East of the Sun

East of the Sun Read Online Free PDF Page B

Book: East of the Sun Read Online Free PDF
Author: Julia Gregson
I’m very pleased to meet you.” When she held out her hand, he shook it reluctantly.
    “Charmed,” he said. “I’m sure.”
    When at last he smiled, she noticed he had the same buck teeth as his aunt. Also that his eyes couldn’t quite meet hers. She could feel herself starting to dislike him already, but felt that this was very unfair of her. If anyone should understand how awkward a person could feel being picked up at a school by a perfect stranger, it should be her.
    “Well, shall we collect your things?” she said. “The taxi’s waiting outside; we’re going straight to Tilbury.”
    “Who’s paying for it?” he asked her sharply.
    “Paying for what?”
    “The taxi, of course. I haven’t got a bean.”
    “Your aunt,” she said, determined not to resent his tone. Their arrangement was five pounds in travel expenses.
    As she followed his long thin legs upstairs, she tried to neutralize the sense of panic she’d felt at Mr. Partington’s words. Her own trunk was packed, the entire trip organized, she couldn’t afford to exaggerate his crimes; after all, she rationalized, lots of children did a bit of amateur thieving. She and her friends had pinched the occasional pear drop or something harmless like a pencil from the sweetshop near school. They’d done it for dares; it was almost part of growing up.
    “So, how long have you been here?” They’d reached the first landing and she stood beside him.
    “Ten years.”
    “Gosh, long time.”
    “Um.”
    “It must feel rather strange leaving.”
    “Not really.” His voice was so completely without expression. She felt she must stop asking him questions. For all his assumed nonchalance, he might be upset, even mortified, at the thought of leaving this place under a cloud.
    The door at the top of the stairs had a large wodge of felt underneath it to keep drafts out. When he’d pushed the door open with his foot, she saw a row of white beds, probably ten in all, with green counterpanes folded neatly at the base of them. At the end of the room, a large window looked out onto a sky ready to dump more rain onto sodden fields.
    He led her to a bed halfway down the room with two suitcases beside it.
    “My trunk’s gone on ahead,” he told her.
    She was struck by the silence, the cold in the dormitory, and then relieved to see a note pinned to his pillow with his name written on it in an untidy schoolboyish scrawl, assuming it was someone wishing to say good-bye. Without reading the letter, he tore it up and dropped the pieces of paper into a wastepaper basket underneath the bed.
    “There,” he said. “All done now.”
    The note had brought a flush of color to his otherwise chalk-pale cheeks. His young man’s Adam’s apple bulged in his neck. She pretended not to notice. He is more upset than I realize, she told herself, remembering how she’d both hated and felt safe at her own freezing-cold convent boarding school in North Wales.
    “Shall I put these in your case?” she asked. There was a razor strap and a soiled vest under his bed. The vest had worn thin and had yellow sweat marks under the armpits.
    “No, I’m leaving them behind.”
    “So,” she said with an attempt at brightness, “shall we be off? I’ve already spoken to Mr. Partington.”
    “Yes.” He was moving around his bed like a large stunned animal, looking about the room for the last time.
    “Do you want this?” She picked up a photograph that had been facedown on the washstand.
    When she turned it over she saw a tall, square-shouldered man in khakis making a self-consciously jokey face at the photographer with what looked like mile after mile of bleached sand dunes behind him.
    “My father,” he said. He unclipped his suitcase and crammed the picture on top of some badly packed clothes.
    “Are you sure it won’t break there?” She was conscious already of sounding like an irritating grown-up.
    “I’ll risk it,” he said. He closed the suitcase.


Task statement: Print the records exactly as written, and let no picture into the answer.

○ ○ ○ ○

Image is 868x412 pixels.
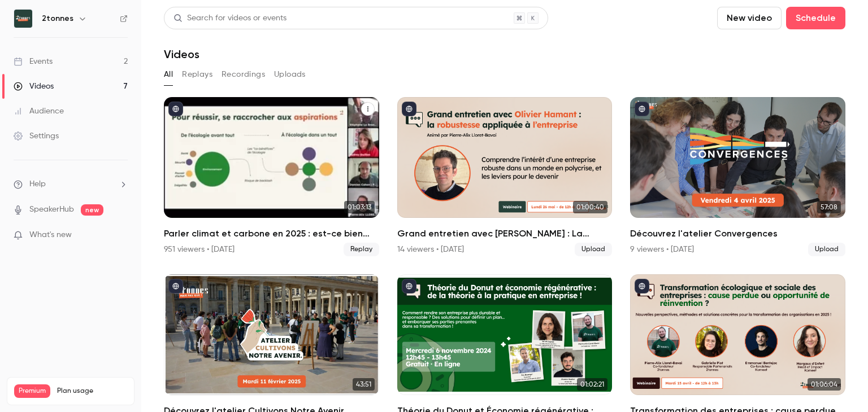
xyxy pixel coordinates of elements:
[717,6,782,29] button: New video
[397,227,612,241] h2: Grand entretien avec [PERSON_NAME] : La robustesse appliquée aux entreprises
[786,6,845,29] button: Schedule
[14,105,64,117] div: Audience
[397,97,612,256] a: 01:00:40Grand entretien avec [PERSON_NAME] : La robustesse appliquée aux entreprises14 viewers •...
[630,227,845,241] h2: Découvrez l'atelier Convergences
[182,66,213,83] button: Replays
[344,243,379,256] span: Replay
[353,378,375,391] span: 43:51
[808,243,845,256] span: Upload
[634,279,649,294] button: published
[14,179,127,190] li: help-dropdown-opener
[14,9,32,27] img: 2tonnes
[164,66,173,83] button: All
[164,6,845,406] section: Videos
[29,179,46,190] span: Help
[630,97,845,256] a: 57:08Découvrez l'atelier Convergences9 viewers • [DATE]Upload
[577,378,608,391] span: 01:02:21
[397,244,464,255] div: 14 viewers • [DATE]
[401,102,416,116] button: published
[634,102,649,116] button: published
[14,385,50,398] span: Premium
[630,244,694,255] div: 9 viewers • [DATE]
[222,66,265,83] button: Recordings
[397,97,612,256] li: Grand entretien avec Olivier Hamant : La robustesse appliquée aux entreprises
[14,81,54,92] div: Videos
[575,243,612,256] span: Upload
[14,130,59,142] div: Settings
[81,204,104,216] span: new
[274,66,306,83] button: Uploads
[42,13,73,25] h6: 2tonnes
[164,244,235,255] div: 951 viewers • [DATE]
[401,279,416,294] button: published
[817,201,841,213] span: 57:08
[173,13,287,25] div: Search for videos or events
[14,56,52,67] div: Events
[344,201,375,213] span: 01:03:13
[169,102,183,116] button: published
[164,97,379,256] a: 01:03:13Parler climat et carbone en 2025 : est-ce bien raisonnable ?951 viewers • [DATE]Replay
[630,97,845,256] li: Découvrez l'atelier Convergences
[164,97,379,256] li: Parler climat et carbone en 2025 : est-ce bien raisonnable ?
[164,48,200,61] h1: Videos
[29,229,71,241] span: What's new
[29,204,74,216] a: SpeakerHub
[808,378,841,391] span: 01:06:04
[573,201,608,213] span: 01:00:40
[164,227,379,241] h2: Parler climat et carbone en 2025 : est-ce bien raisonnable ?
[57,386,127,396] span: Plan usage
[169,279,183,294] button: published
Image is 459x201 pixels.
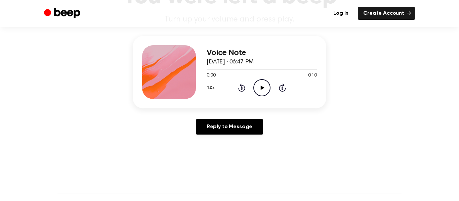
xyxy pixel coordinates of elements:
span: [DATE] · 06:47 PM [207,59,254,65]
a: Reply to Message [196,119,263,135]
a: Beep [44,7,82,20]
span: 0:10 [308,72,317,79]
span: 0:00 [207,72,216,79]
a: Log in [328,7,354,20]
button: 1.0x [207,82,217,94]
a: Create Account [358,7,415,20]
h3: Voice Note [207,48,317,58]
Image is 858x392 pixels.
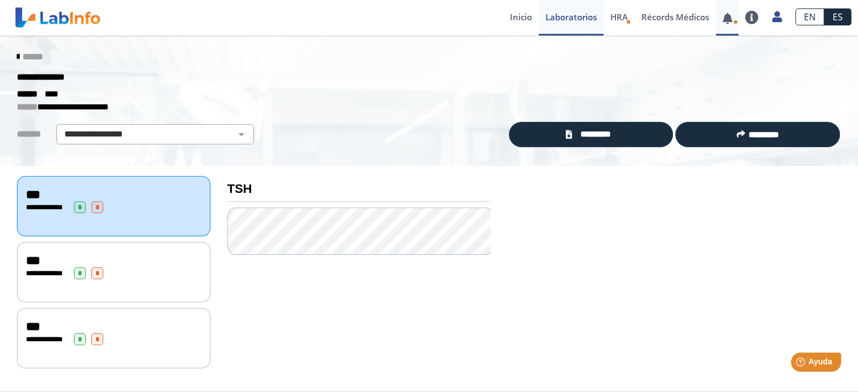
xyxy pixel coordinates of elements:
[757,348,845,380] iframe: Help widget launcher
[227,182,252,196] b: TSH
[795,8,824,25] a: EN
[824,8,851,25] a: ES
[610,11,628,23] span: HRA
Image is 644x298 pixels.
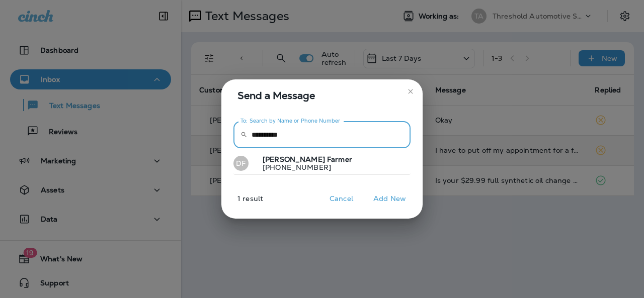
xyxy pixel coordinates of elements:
span: Send a Message [238,88,411,103]
span: [PERSON_NAME] [263,155,325,163]
div: DF [233,156,248,171]
span: Farmer [327,155,352,163]
label: To: Search by Name or Phone Number [241,117,340,124]
button: DF[PERSON_NAME] Farmer[PHONE_NUMBER] [233,153,411,175]
button: close [403,83,419,100]
p: [PHONE_NUMBER] [255,163,352,171]
button: Cancel [322,191,360,207]
button: Add New [369,191,411,207]
p: 1 result [217,195,263,210]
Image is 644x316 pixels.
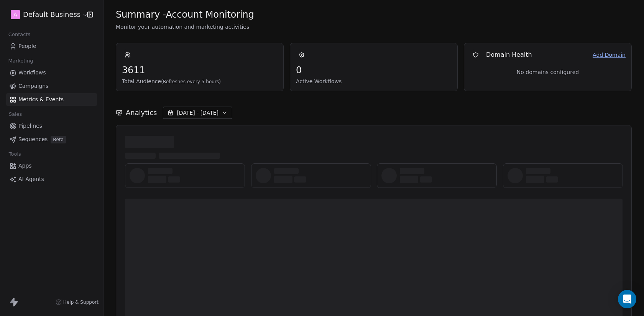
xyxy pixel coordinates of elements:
span: Marketing [5,55,36,66]
span: Domain Health [486,50,532,59]
a: Workflows [6,66,97,79]
span: Help & Support [63,299,99,305]
span: AI Agents [19,175,44,183]
span: Metrics & Events [19,95,64,103]
span: Contacts [5,29,34,40]
span: A [14,11,17,19]
span: 0 [296,64,451,76]
span: Workflows [19,68,46,77]
span: Sequences [19,135,48,143]
span: Beta [50,135,66,143]
span: Total Audience [122,77,277,85]
span: Tools [5,148,24,160]
a: Add Domain [592,51,625,59]
a: SequencesBeta [6,133,97,146]
span: People [19,42,36,50]
a: Pipelines [6,119,97,132]
span: 3611 [122,64,277,76]
span: [DATE] - [DATE] [177,109,219,117]
span: Sales [5,108,25,120]
span: No domains configured [516,68,579,76]
button: [DATE] - [DATE] [163,106,232,119]
span: Monitor your automation and marketing activities [116,23,632,31]
button: ADefault Business [9,8,82,21]
a: Campaigns [6,80,97,92]
a: People [6,40,97,52]
span: Active Workflows [296,77,451,85]
span: Apps [19,162,32,170]
span: Pipelines [19,122,42,130]
a: Apps [6,159,97,172]
a: Metrics & Events [6,93,97,106]
span: Campaigns [19,82,48,90]
span: Default Business [23,10,81,19]
a: Help & Support [55,299,99,305]
div: Open Intercom Messenger [618,290,636,308]
span: Summary - Account Monitoring [116,9,254,21]
span: Analytics [126,108,157,117]
a: AI Agents [6,173,97,186]
span: (Refreshes every 5 hours) [161,79,220,84]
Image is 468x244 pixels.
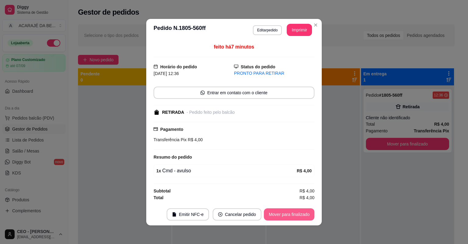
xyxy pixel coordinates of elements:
strong: Resumo do pedido [154,154,192,159]
strong: Pagamento [160,127,183,132]
span: whats-app [200,90,205,95]
span: [DATE] 12:36 [154,71,179,76]
span: calendar [154,64,158,69]
strong: Total [154,195,163,200]
span: close-circle [218,212,222,216]
strong: Subtotal [154,188,171,193]
div: PRONTO PARA RETIRAR [234,70,314,76]
button: Editarpedido [253,25,282,35]
span: feito há 7 minutos [214,44,254,49]
strong: Status do pedido [241,64,275,69]
span: R$ 4,00 [299,187,314,194]
strong: Horário do pedido [160,64,197,69]
span: R$ 4,00 [299,194,314,201]
span: desktop [234,64,238,69]
span: file [172,212,176,216]
strong: 1 x [156,168,161,173]
span: Transferência Pix [154,137,186,142]
button: Mover para finalizado [264,208,314,220]
div: Cmd - avulso [156,167,297,174]
span: credit-card [154,127,158,131]
span: R$ 4,00 [186,137,203,142]
button: close-circleCancelar pedido [213,208,261,220]
div: RETIRADA [162,109,184,115]
button: whats-appEntrar em contato com o cliente [154,87,314,99]
div: - Pedido feito pelo balcão [186,109,235,115]
button: fileEmitir NFC-e [167,208,209,220]
button: Close [311,20,320,30]
button: Imprimir [287,24,312,36]
strong: R$ 4,00 [297,168,312,173]
h3: Pedido N. 1805-560ff [154,24,206,36]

○ ○ ○ ○

Worked solution:
Image is 868x412 pixels.
xyxy pixel coordinates of elements:
[717,6,782,29] button: New video
[397,227,612,241] h2: Grand entretien avec [PERSON_NAME] : La robustesse appliquée aux entreprises
[786,6,845,29] button: Schedule
[14,105,64,117] div: Audience
[397,97,612,256] a: 01:00:40Grand entretien avec [PERSON_NAME] : La robustesse appliquée aux entreprises14 viewers •...
[630,227,845,241] h2: Découvrez l'atelier Convergences
[182,66,213,83] button: Replays
[344,243,379,256] span: Replay
[353,378,375,391] span: 43:51
[808,243,845,256] span: Upload
[634,279,649,294] button: published
[14,179,127,190] li: help-dropdown-opener
[14,9,32,27] img: 2tonnes
[164,66,173,83] button: All
[164,6,845,406] section: Videos
[29,179,46,190] span: Help
[630,97,845,256] a: 57:08Découvrez l'atelier Convergences9 viewers • [DATE]Upload
[577,378,608,391] span: 01:02:21
[397,244,464,255] div: 14 viewers • [DATE]
[401,102,416,116] button: published
[634,102,649,116] button: published
[14,385,50,398] span: Premium
[630,244,694,255] div: 9 viewers • [DATE]
[222,66,265,83] button: Recordings
[397,97,612,256] li: Grand entretien avec Olivier Hamant : La robustesse appliquée aux entreprises
[14,81,54,92] div: Videos
[575,243,612,256] span: Upload
[14,130,59,142] div: Settings
[81,204,104,216] span: new
[274,66,306,83] button: Uploads
[42,13,73,25] h6: 2tonnes
[164,244,235,255] div: 951 viewers • [DATE]
[401,279,416,294] button: published
[817,201,841,213] span: 57:08
[173,13,287,25] div: Search for videos or events
[14,56,52,67] div: Events
[344,201,375,213] span: 01:03:13
[169,102,183,116] button: published
[164,97,379,256] a: 01:03:13Parler climat et carbone en 2025 : est-ce bien raisonnable ?951 viewers • [DATE]Replay
[630,97,845,256] li: Découvrez l'atelier Convergences
[164,97,379,256] li: Parler climat et carbone en 2025 : est-ce bien raisonnable ?
[164,48,200,61] h1: Videos
[29,229,71,241] span: What's new
[29,204,74,216] a: SpeakerHub
[808,378,841,391] span: 01:06:04
[573,201,608,213] span: 01:00:40
[164,227,379,241] h2: Parler climat et carbone en 2025 : est-ce bien raisonnable ?
[57,386,127,396] span: Plan usage
[169,279,183,294] button: published
Image is 459x201 pixels.
xyxy pixel coordinates of elements:
span: [DATE] · 06:47 PM [207,59,254,65]
a: Reply to Message [196,119,263,135]
a: Beep [44,7,82,20]
span: 0:10 [308,72,317,79]
span: 0:00 [207,72,216,79]
a: Log in [328,7,354,20]
button: 1.0x [207,82,217,94]
a: Create Account [358,7,415,20]
h3: Voice Note [207,48,317,58]
Image is 858x392 pixels.
xyxy pixel coordinates of elements:
[757,348,845,380] iframe: Help widget launcher
[227,182,252,196] b: TSH
[795,8,824,25] a: EN
[824,8,851,25] a: ES
[610,11,628,23] span: HRA
Image is 644x298 pixels.
xyxy pixel coordinates of elements:
span: Send a Message [238,88,411,103]
span: [PERSON_NAME] [263,155,325,163]
div: DF [233,156,248,171]
span: Farmer [327,155,352,163]
label: To: Search by Name or Phone Number [241,117,340,124]
button: DF[PERSON_NAME] Farmer[PHONE_NUMBER] [233,153,411,175]
button: close [403,83,419,100]
p: [PHONE_NUMBER] [255,163,352,171]
button: Cancel [322,191,360,207]
button: Add New [369,191,411,207]
p: 1 result [217,195,263,210]
Image is 644x316 pixels.
xyxy pixel coordinates of elements:
span: Marketing [5,55,36,66]
span: Domain Health [486,50,532,59]
a: Workflows [6,66,97,79]
span: Help & Support [63,299,99,305]
span: AI Agents [19,175,44,183]
span: Metrics & Events [19,95,64,103]
span: Contacts [5,29,34,40]
span: A [14,11,17,19]
span: 0 [296,64,451,76]
span: Workflows [19,68,46,77]
span: Sequences [19,135,48,143]
span: Beta [50,135,66,143]
span: Total Audience [122,77,277,85]
span: Tools [5,148,24,160]
a: Add Domain [592,51,625,59]
a: SequencesBeta [6,133,97,146]
span: People [19,42,36,50]
a: Pipelines [6,119,97,132]
span: 3611 [122,64,277,76]
span: [DATE] - [DATE] [177,109,219,117]
span: Sales [5,108,25,120]
span: No domains configured [516,68,579,76]
button: [DATE] - [DATE] [163,106,232,119]
span: Monitor your automation and marketing activities [116,23,632,31]
button: ADefault Business [9,8,82,21]
a: Campaigns [6,80,97,92]
a: People [6,40,97,52]
span: Active Workflows [296,77,451,85]
span: Apps [19,162,32,170]
span: Pipelines [19,122,42,130]
a: Apps [6,159,97,172]
a: Metrics & Events [6,93,97,106]
span: Campaigns [19,82,48,90]
span: Default Business [23,10,81,19]
a: Help & Support [55,299,99,305]
div: Open Intercom Messenger [618,290,636,308]
span: Summary - Account Monitoring [116,9,254,21]
span: Analytics [126,108,157,117]
a: AI Agents [6,173,97,186]
span: (Refreshes every 5 hours) [161,79,220,84]
Image is 468x244 pixels.
xyxy pixel coordinates of elements:
strong: Resumo do pedido [154,154,192,159]
strong: Pagamento [160,127,183,132]
span: whats-app [200,90,205,95]
span: [DATE] 12:36 [154,71,179,76]
span: calendar [154,64,158,69]
strong: Total [154,195,163,200]
span: close-circle [218,212,222,216]
strong: Subtotal [154,188,171,193]
div: PRONTO PARA RETIRAR [234,70,314,76]
button: Editarpedido [253,25,282,35]
span: feito há 7 minutos [214,44,254,49]
strong: Status do pedido [241,64,275,69]
span: R$ 4,00 [299,187,314,194]
strong: Horário do pedido [160,64,197,69]
span: R$ 4,00 [299,194,314,201]
span: desktop [234,64,238,69]
span: file [172,212,176,216]
strong: 1 x [156,168,161,173]
span: Transferência Pix [154,137,186,142]
button: Mover para finalizado [264,208,314,220]
div: Cmd - avulso [156,167,297,174]
span: credit-card [154,127,158,131]
span: R$ 4,00 [186,137,203,142]
button: close-circleCancelar pedido [213,208,261,220]
div: RETIRADA [162,109,184,115]
button: whats-appEntrar em contato com o cliente [154,87,314,99]
div: - Pedido feito pelo balcão [186,109,235,115]
button: fileEmitir NFC-e [167,208,209,220]
button: Close [311,20,320,30]
button: Imprimir [287,24,312,36]
strong: R$ 4,00 [297,168,312,173]
h3: Pedido N. 1805-560ff [154,24,206,36]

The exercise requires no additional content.